–noun
1. uncertainty or fluctuation, esp. when caused by inability to make a choice or by a simultaneous desire to say or do two opposite or conflicting things.
2. Psychology. the coexistence within an individual of positive and negative feelings toward the same person, object, or action, simultaneously drawing him or her in opposite directions.
I had a rare discovery moment about a month ago. Maybe this has happened to you before. I was sitting in a lifeshifting workshop and the trainer kept using the term "ambivalent feelings". Now I love this word, have used it on numerous occasions, but realized as I applied the context clues to the aforementioned word, that I had a very wrong definition floating around in my head. I think the first time I remember hearing that word (sometime in 8th or 9th grade), I registered it in my cerebral dictionary, per context clues, as synonym for "indifferent". Now the new computation via the new context clues led me to "conflicting views or feelings." Finding myself in my own state of ambivalence, I had to go look it up just to verify my new aha. Right-o. How did I go all this time with that misunderstanding firmly rooted in my noggin? The mind is a mysterious maze.
So, this is not just a confessional moment about a linguistic blunder, but also a chance to tell you that I find myself in a place of ambivalence. Thirty days until I depart Missoula, Montana. Thirty days until I start winding my way back home. I came up here with a very full carload of stuff and find myself now with two and a half carloads. Not surprising, except for the fact that I just threw away a bunch of stuff and had a huge yard sale.
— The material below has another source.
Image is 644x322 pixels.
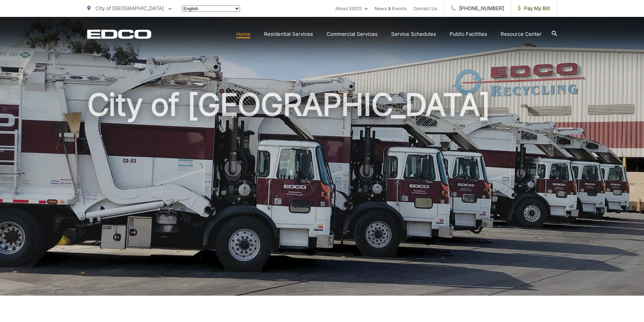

I am going to be repacking boxes in the next thirty days and obviously throwing out more or breaking down and shipping some boxes back home ahead of me. How do I feel about that? Ambivalent.
We just hired my new replacement at work. We had five candidates. My boss and I conducted the interviews. How did we find ourselves the next day? Ambivalent.
The Montana Spring I prayed for is very much in bloom. The grass on the ground, running up the sides of the gentle mountains is metamorphosing from dead winter brown to St. Patrick green. The birds have found their steady twitter, and the other buzzes that promise a return to life are thickening the air. Ducks and geese are frequenting the local watering holes, and heavenly baby blue has dethroned grim gray. Thirty more days to watch the season come full term. Ambivalence once again. I find myself housesitting on the golf course. The home I visited in June of 2007, the place where I found my next assignment and kindred spirits to create church in a way that we had always envisioned. Now, I sit on the balcony, the temperature wheel reading 64 degrees, awaiting a sunset as I face an unobstructed west. Thirty more days to bask in the beauty of big sky country. Thirty more sunsets from this vantage point. A melancholy ambivalence washes over me, my cells soaking in the plethora of blue as it shifts and fades.
This morning I ventured out to one of my favorite gatherings: Living Art of Montana. They have Saturday morning workshops. An old flyer said that today was a writing workshop, my favorite. When I got there I found out that my flyer information had been changed. Today it was "Flower Fairies." I have enjoyed everything that I have ever done at the workshops, but I had my heart set on writing. I talked myself from a place of grumpy ambivalence to a place of surrender. I decided to join the frolicking of the other fairy makers. My fairy is somewhat of a showgirl, bedazzled in iris purple, gladiola yellow and an unidentifed orange. Her hair is two Rapunzel-length red and purple braids. Her wings are lavender and royal purple and her heart-shaped mouth is scarlet. Most people decided to make their fairies garden inhabitants. Having no garden at present, mine is living on the dashboard of my car. She finds herself ambivalent to the extremities of the dashboard offerings. A true winged diva.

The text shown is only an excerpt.